Five Paris Picnic Spots That Work Even With Toddlers in Tow
- stephanburklin
- Sep 9
- 2 min read
Paris was made for picnics. The city has more green patches than a checked tablecloth, and yet when you’re hauling a backpack full of compotes, rice cakes, and an inexplicably heavy stuffed animal, the stakes change. You need space, shade, a little whimsy, and preferably somewhere a tantrum won’t echo like a Wagner opera. After trial, error, and several juice-box-related meltdowns, here are my top five spots where both adults and toddlers can picnic in peace (well, relative peace).

Let’s begin with the obvious: Eiffel Tower views. But instead of jockeying for a patch of grass with influencers practicing their best “candid laugh,” head just south of the Trocadéro, where there’s a shady playground discreetly tucked away. Here, the tower looms like a benevolent babysitter while your child hurtles down slides that defy most safety manuals. You can sip a Perrier, arrange your chèvre on a baguette, and pretend you’re that Parisian parent—until someone asks you to fish sand out of their shoe.

Square du Vert-Galant is a picnic spot masquerading as a secret garden. At the western tip of Île de la Cité, a weeping willow drapes over the Seine like it’s auditioning for a perfume ad. Toddlers love the ducks and boats, parents love the fact that you can pretend you’re in an Impressionist painting. The only catch: steps. Many of them. Strollers here are less “convenient conveyance” and more “upper body workout.” Still, once you arrive, spreading a blanket by the water is pure Parisian bliss.

Yes, it’s touristy. Yes, the grass is slightly crisp in August. But nothing says “we live in a postcard” like tearing into a jambon-beurre while the Eiffel Tower looms overhead. Toddlers can toddle freely—there’s simply so much space they can zigzag for hours without hitting anything breakable (except, occasionally, you). The playgrounds dotted along the park are a bonus: you can bribe with a carousel ride after your last bite of tarte aux pommes.

If Haussmann’s Paris is all symmetry and order, Buttes-Chaumont is the drunk cousin who wandered in from a Romantic landscape painting. A suspension bridge, a grotto, even a fake temple perched on a cliff—toddlers consider it one big treasure hunt. Bring a blanket near the lake, unpack your feast, and watch as your kid throws pebbles with the dedication of a 19th-century poet tossing away drafts. Warning: the hills here are not stroller-friendly. Pack light or prepare for calf day.

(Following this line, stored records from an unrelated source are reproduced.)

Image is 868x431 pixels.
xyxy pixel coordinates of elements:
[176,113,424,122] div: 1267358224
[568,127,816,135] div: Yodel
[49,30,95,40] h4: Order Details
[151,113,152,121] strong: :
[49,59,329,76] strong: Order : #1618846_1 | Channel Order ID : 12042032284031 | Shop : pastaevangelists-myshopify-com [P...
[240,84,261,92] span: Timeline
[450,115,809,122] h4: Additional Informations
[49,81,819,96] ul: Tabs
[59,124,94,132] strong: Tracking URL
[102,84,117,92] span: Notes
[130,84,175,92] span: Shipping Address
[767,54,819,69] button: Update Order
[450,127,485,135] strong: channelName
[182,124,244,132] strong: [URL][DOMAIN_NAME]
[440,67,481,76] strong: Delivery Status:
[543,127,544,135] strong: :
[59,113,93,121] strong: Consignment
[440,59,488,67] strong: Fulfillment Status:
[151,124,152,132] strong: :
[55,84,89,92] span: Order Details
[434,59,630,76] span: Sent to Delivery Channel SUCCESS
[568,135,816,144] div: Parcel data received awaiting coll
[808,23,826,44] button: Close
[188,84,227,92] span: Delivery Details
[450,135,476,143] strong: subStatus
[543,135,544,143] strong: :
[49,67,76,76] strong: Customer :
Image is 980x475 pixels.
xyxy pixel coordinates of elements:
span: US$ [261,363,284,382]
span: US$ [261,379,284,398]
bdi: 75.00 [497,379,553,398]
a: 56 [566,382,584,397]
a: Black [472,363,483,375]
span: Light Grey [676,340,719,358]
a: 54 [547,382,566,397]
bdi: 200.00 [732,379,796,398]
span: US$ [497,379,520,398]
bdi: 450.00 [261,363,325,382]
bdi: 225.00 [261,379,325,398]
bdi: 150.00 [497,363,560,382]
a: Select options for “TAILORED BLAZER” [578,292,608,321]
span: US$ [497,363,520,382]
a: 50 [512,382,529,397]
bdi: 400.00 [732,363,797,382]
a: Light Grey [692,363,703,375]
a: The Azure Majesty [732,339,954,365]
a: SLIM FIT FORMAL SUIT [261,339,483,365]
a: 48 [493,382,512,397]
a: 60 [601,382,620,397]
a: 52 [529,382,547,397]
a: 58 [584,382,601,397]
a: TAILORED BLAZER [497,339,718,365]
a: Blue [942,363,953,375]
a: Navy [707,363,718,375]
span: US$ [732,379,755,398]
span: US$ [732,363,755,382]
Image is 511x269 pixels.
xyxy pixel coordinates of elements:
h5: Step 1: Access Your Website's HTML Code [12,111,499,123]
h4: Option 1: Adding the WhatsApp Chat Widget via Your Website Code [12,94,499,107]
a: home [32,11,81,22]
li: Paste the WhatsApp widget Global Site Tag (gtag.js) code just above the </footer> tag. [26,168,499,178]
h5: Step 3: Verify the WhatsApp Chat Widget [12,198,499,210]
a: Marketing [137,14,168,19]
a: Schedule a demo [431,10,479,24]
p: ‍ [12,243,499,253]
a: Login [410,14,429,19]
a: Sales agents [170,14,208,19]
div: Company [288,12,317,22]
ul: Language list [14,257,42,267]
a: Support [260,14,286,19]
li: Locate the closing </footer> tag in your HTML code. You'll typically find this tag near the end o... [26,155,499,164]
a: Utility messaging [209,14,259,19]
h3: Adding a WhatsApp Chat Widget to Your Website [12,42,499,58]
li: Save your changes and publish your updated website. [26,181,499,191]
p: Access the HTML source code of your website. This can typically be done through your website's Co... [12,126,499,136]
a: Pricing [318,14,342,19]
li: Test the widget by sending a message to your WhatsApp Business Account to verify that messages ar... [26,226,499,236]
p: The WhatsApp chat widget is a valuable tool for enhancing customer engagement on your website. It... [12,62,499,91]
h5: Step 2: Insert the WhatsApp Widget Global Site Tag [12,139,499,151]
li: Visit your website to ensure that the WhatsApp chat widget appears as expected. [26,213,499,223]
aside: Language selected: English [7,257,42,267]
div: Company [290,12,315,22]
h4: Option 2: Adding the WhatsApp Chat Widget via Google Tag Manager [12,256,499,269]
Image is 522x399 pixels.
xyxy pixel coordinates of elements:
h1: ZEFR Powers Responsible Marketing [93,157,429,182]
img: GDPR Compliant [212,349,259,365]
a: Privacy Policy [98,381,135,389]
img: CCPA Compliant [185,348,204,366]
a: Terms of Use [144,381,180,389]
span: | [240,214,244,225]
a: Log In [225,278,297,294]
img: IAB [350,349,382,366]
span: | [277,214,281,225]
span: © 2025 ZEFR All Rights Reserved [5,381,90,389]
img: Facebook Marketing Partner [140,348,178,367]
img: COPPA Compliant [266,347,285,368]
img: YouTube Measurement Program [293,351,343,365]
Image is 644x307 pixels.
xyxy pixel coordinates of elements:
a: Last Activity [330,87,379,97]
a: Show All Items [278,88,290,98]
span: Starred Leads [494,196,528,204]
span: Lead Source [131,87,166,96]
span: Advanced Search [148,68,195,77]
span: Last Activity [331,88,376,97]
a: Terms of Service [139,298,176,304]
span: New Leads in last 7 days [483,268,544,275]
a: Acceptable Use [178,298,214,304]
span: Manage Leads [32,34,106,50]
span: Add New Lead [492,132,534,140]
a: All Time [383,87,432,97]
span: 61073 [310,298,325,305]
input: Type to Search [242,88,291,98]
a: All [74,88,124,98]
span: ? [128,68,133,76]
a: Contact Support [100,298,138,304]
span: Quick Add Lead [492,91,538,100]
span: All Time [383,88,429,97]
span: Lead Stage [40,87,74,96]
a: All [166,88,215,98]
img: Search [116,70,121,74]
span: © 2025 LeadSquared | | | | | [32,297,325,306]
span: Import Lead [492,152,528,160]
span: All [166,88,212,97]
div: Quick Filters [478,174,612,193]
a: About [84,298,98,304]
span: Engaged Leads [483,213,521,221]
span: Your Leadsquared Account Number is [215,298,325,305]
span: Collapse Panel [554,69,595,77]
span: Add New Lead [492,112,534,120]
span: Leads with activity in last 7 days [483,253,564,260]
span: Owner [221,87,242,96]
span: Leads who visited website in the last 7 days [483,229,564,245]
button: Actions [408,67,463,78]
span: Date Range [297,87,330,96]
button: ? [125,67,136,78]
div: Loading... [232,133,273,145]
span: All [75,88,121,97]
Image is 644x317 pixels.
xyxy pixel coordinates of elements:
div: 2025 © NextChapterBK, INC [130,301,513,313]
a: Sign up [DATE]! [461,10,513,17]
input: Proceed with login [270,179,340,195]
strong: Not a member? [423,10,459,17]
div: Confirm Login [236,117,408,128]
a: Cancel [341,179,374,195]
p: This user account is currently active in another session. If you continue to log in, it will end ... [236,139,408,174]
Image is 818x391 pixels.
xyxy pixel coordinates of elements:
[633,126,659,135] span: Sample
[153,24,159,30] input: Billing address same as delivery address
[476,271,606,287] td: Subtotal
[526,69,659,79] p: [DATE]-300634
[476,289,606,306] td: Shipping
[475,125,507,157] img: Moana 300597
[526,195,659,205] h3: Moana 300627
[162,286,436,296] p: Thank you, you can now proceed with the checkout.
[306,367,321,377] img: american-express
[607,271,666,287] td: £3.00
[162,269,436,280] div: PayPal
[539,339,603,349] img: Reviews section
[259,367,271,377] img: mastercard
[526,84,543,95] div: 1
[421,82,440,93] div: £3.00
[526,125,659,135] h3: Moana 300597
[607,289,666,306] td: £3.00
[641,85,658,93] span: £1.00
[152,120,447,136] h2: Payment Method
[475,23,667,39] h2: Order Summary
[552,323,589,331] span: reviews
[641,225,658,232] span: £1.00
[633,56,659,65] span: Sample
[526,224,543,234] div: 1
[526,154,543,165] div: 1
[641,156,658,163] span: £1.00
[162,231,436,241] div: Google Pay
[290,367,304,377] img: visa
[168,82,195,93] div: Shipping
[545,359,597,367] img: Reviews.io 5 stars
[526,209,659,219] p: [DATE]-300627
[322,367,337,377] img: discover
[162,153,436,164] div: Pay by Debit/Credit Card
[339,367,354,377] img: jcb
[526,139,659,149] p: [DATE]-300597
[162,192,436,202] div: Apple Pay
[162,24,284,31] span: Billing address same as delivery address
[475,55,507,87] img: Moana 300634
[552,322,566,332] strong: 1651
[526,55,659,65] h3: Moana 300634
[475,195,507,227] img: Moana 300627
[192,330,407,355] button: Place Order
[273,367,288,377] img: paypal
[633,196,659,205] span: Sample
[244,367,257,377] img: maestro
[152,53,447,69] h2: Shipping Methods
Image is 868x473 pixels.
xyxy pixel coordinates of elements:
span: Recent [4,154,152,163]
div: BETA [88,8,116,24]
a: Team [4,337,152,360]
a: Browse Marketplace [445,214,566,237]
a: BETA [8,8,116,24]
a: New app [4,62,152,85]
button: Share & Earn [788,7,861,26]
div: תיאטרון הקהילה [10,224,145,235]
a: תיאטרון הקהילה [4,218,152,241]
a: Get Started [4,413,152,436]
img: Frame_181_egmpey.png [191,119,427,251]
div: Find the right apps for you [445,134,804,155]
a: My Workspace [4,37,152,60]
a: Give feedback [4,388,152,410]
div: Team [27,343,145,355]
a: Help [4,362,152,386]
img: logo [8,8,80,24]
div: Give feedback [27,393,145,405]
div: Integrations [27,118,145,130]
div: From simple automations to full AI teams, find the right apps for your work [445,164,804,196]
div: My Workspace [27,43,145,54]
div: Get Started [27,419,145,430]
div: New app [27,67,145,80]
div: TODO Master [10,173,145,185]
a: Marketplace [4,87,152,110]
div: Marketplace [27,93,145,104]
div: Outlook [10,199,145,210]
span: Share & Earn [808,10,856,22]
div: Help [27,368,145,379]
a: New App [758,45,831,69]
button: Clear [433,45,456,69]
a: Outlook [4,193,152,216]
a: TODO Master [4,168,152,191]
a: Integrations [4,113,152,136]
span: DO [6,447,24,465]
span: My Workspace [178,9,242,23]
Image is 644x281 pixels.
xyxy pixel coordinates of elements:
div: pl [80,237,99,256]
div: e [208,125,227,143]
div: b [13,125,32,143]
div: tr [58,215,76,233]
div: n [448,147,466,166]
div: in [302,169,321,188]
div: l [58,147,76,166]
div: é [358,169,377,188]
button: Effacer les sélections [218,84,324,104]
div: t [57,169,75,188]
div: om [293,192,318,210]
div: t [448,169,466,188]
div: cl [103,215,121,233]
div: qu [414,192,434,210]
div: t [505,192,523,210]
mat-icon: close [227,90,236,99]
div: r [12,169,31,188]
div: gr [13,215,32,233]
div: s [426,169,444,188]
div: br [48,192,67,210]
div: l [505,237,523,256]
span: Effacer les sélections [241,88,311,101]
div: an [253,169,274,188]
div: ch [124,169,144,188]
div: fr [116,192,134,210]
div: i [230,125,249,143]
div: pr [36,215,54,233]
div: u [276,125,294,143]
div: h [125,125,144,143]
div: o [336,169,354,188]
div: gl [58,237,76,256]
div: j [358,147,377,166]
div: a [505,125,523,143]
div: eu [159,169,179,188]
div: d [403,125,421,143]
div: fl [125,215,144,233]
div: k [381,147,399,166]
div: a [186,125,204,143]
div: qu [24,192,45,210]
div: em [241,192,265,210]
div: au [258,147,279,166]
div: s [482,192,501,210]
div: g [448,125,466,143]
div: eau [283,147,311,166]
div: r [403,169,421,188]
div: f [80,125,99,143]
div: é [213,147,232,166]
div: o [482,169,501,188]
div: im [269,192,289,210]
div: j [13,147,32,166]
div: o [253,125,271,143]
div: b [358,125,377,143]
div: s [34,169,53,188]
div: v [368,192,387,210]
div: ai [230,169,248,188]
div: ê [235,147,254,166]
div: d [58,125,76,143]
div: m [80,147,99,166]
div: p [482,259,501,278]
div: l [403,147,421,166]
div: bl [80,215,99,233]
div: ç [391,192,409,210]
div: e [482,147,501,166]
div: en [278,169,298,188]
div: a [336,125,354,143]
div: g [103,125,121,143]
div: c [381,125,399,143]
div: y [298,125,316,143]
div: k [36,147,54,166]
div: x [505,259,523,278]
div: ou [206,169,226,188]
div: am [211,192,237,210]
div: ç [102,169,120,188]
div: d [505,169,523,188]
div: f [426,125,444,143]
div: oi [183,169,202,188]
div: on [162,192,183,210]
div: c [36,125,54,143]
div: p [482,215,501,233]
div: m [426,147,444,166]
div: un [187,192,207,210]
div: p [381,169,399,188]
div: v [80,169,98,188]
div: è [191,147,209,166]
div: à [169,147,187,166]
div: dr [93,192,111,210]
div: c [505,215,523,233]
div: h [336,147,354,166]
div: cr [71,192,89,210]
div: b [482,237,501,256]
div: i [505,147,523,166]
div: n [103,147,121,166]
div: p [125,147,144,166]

This is the ultimate family-friendly Paris picnic ground. There are puppet shows, a pond for sailing toy boats (the closest you’ll get to Madeline in real life), pony rides, and playgrounds that charge admission but are worth every centime for the sheer toddler joy factor. Parents can lounge under chestnut trees, half-listening to a brass band, while children whirl themselves into a croissant-fueled frenzy. It’s civilized chaos—and isn’t that the definition of Paris with kids?
Final Crumb of Advice
Bring a blanket, sunscreen, and at least one more baguette than you think you need. Toddlers have a way of eating their body weight in bread while steadfastly ignoring the cherry tomatoes you lovingly halved.